Creative Writing Piece
Freshman Falls
I need to tell you something. I lied. I lied on my application. It wasn’t about my grades, or my test scores, my extracurriculars. No it wasn’t anything like that. It was on my supplement. Why Davidson? I stared at the question for 15 minutes before anything popped into my head. I had forgotten why Davidson long before I started the application. Davidson had just become another addition onto the list of 18 colleges I was applying to. Why Davidson? I think…maybe…. I found it on a list of colleges good for writing…a long time ago when I was first beginning a process I didn’t care much for but felt obligated to do…maybe, maybe that’s why Davidson. I couldn’t explain my love for writing in 100 words so I researched, scanned the website, highlighted the keywords, values, empty phrases, variations of what is on every other college’s website. My eyes landed on ‘Commitment to Diversity and Inclusion’ and in 100 words I was able to gush about how students of color have their own space in the Weinstein Center for Community and Justice and how the Justice, Equality, and Community and cultural diversity requirement were so comforting to see because I know white children are paying fifty grand to learn about Negroes like me, and yay intersectionality, and yay post-racial model, and yay you care about my colored ass. I want to tell you that there was no love or hope put into this supplement, it was formulaic, and most importantly it was a lie because it wasn’t what I believed or knew to be true, it is what most kids like me coming from a PWI know to be false. But I gave up my truth for a chance to get into college, set my pride aside and showed my biggest artificial smile in hopes I could impress and when I got in I stopped smiling.
Neo-nazis on campus! Is it bad that I didn’t flinch, didn’t bat an eye? Is it bad that I didn’t feel any less safe than I already did. I want you to know I asked what is it like to be a student of color on campus only to make sure Davidson wasn’t going to be different, only to reaffirm what I knew to be true.
Review
The American Library by Yinka Shonibare is an instillation that demands attention. The thousands of books in this art installation are covered in traditional African fabrics and create a kaleidoscope of color that captivates anyone passing by. These fabrics are not only visually stunning, they help tell the story of interdependence in America. Although believed to be traditionally African these fabrics were “originally based on Indonesian batik textiles, made in the Netherlands and sold in West Africa” and function as “a signifier of the identity of people from Africa and the African diaspora, but more importantly, how they encounter with Europe.” The “mixed origins” of the fabric make it a metaphor for the multicultural identity of the United States and its history of borrowing from its immigrant population. The American Library celebrates immigration in a time when discussions around immigration are negative, it celebrates immigration in a time when xenophobia is rising in Western countries.
The diversity of fabrics equalize, it reinforces that with exception of the indigenous people of North America we are all immigrants and most importantly it challenges what it means to be American. When politicians are trying to limit who gets a role in the story of America The American Library offers the other’s narrative.
Artifact
Janelle Monae's Dirty Computer and Afro-Futurism
♪I’m not America’s nightmare. I am the American Dream♪
If you can’t look to the past, or the present for liberation look towards the future! “Afrofuturism is an artform, practice and methodology that allows black people to see themselves in the future despite a distressing past and present.” It acts as pathway towards black liberation or a glimpse into what black liberation will look like.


The line containing "image size is 1024×662. Find woman." and every line after it through the end of the records: return those exactly, and nothing more.

▶ [STUDY MATERIAL]:
= = = =

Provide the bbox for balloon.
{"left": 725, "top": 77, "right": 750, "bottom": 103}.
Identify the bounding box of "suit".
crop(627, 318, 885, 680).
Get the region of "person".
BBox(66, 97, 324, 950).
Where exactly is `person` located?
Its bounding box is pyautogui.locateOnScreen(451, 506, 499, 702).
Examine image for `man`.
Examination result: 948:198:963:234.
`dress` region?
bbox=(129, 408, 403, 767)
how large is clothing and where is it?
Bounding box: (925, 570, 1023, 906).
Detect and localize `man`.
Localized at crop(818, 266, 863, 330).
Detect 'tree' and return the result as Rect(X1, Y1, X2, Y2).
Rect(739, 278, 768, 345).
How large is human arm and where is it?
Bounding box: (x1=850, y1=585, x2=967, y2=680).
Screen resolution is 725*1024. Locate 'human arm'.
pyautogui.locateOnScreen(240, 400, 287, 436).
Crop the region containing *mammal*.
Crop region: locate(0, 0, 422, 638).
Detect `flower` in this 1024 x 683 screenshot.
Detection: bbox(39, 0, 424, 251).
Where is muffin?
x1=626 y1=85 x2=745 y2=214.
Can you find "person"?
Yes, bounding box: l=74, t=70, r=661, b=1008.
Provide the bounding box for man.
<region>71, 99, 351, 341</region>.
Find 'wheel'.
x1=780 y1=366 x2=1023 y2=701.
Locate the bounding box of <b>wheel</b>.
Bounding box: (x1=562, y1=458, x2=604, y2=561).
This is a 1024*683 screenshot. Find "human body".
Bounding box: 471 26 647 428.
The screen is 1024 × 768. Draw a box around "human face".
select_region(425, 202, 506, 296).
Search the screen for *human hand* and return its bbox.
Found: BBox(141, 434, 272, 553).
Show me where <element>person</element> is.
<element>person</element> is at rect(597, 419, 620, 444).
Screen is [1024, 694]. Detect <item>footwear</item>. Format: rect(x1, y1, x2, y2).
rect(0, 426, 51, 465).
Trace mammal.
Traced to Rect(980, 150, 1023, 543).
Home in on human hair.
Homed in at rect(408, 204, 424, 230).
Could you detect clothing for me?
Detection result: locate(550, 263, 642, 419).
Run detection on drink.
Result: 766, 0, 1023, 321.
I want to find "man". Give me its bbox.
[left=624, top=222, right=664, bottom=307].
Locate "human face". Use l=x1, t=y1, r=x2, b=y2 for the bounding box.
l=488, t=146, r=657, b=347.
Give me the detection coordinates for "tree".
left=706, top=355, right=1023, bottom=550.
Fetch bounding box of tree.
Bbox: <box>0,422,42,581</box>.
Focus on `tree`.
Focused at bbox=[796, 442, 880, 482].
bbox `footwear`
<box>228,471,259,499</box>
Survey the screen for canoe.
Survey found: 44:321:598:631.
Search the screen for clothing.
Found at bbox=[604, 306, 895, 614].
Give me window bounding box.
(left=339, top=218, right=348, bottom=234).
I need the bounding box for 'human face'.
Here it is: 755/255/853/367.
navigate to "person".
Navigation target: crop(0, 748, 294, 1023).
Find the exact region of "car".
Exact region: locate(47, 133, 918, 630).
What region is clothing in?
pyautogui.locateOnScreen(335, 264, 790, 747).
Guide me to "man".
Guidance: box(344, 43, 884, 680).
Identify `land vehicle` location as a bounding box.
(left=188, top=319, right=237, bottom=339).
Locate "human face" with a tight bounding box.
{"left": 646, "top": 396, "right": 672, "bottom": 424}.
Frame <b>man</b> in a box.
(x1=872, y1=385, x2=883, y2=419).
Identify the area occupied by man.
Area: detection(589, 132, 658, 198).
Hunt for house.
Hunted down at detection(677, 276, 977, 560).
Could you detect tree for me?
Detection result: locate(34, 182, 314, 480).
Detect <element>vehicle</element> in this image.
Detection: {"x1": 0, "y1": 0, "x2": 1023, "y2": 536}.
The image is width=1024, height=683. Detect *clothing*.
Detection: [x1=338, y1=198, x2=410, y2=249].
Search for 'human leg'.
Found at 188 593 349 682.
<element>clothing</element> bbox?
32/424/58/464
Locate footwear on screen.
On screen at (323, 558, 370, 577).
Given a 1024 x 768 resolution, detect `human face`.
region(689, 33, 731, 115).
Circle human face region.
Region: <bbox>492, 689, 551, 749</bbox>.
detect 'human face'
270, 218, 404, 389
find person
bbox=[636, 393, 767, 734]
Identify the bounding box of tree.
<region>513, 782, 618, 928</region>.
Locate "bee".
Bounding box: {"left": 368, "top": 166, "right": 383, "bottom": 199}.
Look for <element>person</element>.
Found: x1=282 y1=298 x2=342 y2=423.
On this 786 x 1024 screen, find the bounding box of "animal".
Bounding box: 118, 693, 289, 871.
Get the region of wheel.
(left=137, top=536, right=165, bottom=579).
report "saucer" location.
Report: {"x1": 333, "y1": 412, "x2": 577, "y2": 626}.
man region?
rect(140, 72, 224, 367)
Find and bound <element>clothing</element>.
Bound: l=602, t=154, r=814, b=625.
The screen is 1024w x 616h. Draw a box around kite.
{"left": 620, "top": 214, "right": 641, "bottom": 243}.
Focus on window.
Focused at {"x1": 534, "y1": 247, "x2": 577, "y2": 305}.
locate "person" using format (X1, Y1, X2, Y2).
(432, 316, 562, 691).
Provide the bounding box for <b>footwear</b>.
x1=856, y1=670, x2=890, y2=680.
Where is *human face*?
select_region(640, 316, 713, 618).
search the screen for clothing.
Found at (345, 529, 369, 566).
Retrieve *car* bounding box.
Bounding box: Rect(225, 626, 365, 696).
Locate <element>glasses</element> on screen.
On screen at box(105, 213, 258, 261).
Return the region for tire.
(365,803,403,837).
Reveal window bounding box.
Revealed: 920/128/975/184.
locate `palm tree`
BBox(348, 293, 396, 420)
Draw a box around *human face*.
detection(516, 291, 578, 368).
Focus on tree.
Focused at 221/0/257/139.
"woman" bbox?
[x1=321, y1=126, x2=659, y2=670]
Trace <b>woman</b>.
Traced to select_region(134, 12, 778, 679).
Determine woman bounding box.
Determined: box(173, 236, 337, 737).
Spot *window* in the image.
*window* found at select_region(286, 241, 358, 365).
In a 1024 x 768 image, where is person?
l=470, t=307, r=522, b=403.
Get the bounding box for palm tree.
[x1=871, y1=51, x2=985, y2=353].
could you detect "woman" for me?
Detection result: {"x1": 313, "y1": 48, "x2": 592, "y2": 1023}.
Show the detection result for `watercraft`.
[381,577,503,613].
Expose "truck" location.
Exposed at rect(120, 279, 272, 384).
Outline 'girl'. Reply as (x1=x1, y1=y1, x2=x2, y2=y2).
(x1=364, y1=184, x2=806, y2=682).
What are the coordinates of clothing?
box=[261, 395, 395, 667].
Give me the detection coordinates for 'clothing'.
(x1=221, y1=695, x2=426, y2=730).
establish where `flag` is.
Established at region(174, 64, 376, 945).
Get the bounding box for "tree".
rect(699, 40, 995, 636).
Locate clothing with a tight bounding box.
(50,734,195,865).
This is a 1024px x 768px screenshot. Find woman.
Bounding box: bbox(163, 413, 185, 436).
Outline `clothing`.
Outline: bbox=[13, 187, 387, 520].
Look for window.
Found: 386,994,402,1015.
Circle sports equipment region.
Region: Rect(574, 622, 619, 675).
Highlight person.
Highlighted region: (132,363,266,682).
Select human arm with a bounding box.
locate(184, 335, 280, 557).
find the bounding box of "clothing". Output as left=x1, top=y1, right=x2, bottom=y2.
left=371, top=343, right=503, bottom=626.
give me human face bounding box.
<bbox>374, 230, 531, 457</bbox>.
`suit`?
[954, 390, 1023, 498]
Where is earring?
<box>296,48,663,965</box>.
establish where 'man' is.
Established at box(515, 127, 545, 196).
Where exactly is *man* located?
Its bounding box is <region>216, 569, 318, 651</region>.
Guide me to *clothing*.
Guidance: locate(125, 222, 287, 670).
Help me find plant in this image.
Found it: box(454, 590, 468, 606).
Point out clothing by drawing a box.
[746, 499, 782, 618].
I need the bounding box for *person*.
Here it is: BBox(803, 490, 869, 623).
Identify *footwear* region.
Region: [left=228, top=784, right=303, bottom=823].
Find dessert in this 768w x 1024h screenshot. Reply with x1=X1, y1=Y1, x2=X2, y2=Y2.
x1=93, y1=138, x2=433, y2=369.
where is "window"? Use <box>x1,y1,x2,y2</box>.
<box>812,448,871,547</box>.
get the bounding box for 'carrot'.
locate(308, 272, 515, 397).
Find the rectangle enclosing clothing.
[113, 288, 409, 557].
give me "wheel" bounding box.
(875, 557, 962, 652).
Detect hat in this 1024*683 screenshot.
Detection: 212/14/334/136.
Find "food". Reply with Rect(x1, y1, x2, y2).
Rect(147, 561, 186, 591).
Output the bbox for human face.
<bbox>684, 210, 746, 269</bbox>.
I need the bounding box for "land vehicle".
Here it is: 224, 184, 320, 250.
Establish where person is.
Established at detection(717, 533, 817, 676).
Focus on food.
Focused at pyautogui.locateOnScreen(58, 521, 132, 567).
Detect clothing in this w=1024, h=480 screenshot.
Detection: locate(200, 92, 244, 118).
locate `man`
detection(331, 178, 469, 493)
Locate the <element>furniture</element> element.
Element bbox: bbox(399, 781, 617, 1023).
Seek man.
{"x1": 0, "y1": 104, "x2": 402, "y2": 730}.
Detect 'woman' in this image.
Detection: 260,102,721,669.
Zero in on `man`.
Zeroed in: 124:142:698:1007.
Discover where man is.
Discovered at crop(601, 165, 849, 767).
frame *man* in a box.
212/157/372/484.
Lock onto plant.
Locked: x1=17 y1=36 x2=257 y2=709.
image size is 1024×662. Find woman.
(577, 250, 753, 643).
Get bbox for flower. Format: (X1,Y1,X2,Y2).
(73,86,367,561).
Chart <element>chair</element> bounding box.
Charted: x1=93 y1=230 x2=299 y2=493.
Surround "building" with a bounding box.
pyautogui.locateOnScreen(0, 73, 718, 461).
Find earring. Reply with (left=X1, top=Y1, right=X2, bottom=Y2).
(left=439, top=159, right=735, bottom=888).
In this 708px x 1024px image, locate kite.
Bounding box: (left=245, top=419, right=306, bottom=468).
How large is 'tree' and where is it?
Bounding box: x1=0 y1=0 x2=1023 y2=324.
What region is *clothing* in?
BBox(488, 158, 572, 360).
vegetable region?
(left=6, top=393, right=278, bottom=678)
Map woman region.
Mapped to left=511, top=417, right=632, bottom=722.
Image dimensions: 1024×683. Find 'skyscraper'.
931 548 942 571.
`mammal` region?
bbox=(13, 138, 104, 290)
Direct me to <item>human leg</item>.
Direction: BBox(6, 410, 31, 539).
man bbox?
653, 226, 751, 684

= = = =

▶ [WRITTEN ANSWER]:
image size is 1024×662. Find woman.
(577, 250, 753, 643).
Get bbox for flower. Format: (X1,Y1,X2,Y2).
(73,86,367,561).
Chart <element>chair</element> bounding box.
Charted: x1=93 y1=230 x2=299 y2=493.
Surround "building" with a bounding box.
pyautogui.locateOnScreen(0, 73, 718, 461).
Find earring. Reply with (left=X1, top=Y1, right=X2, bottom=Y2).
(left=439, top=159, right=735, bottom=888).
In this 708px x 1024px image, locate kite.
Bounding box: (left=245, top=419, right=306, bottom=468).
How large is 'tree' and where is it?
Bounding box: x1=0 y1=0 x2=1023 y2=324.
What region is *clothing* in?
BBox(488, 158, 572, 360).
vegetable region?
(left=6, top=393, right=278, bottom=678)
Map woman region.
Mapped to left=511, top=417, right=632, bottom=722.
Image dimensions: 1024×683. Find 'skyscraper'.
931 548 942 571.
`mammal` region?
bbox=(13, 138, 104, 290)
Direct me to <item>human leg</item>.
Direction: BBox(6, 410, 31, 539).
man bbox?
653, 226, 751, 684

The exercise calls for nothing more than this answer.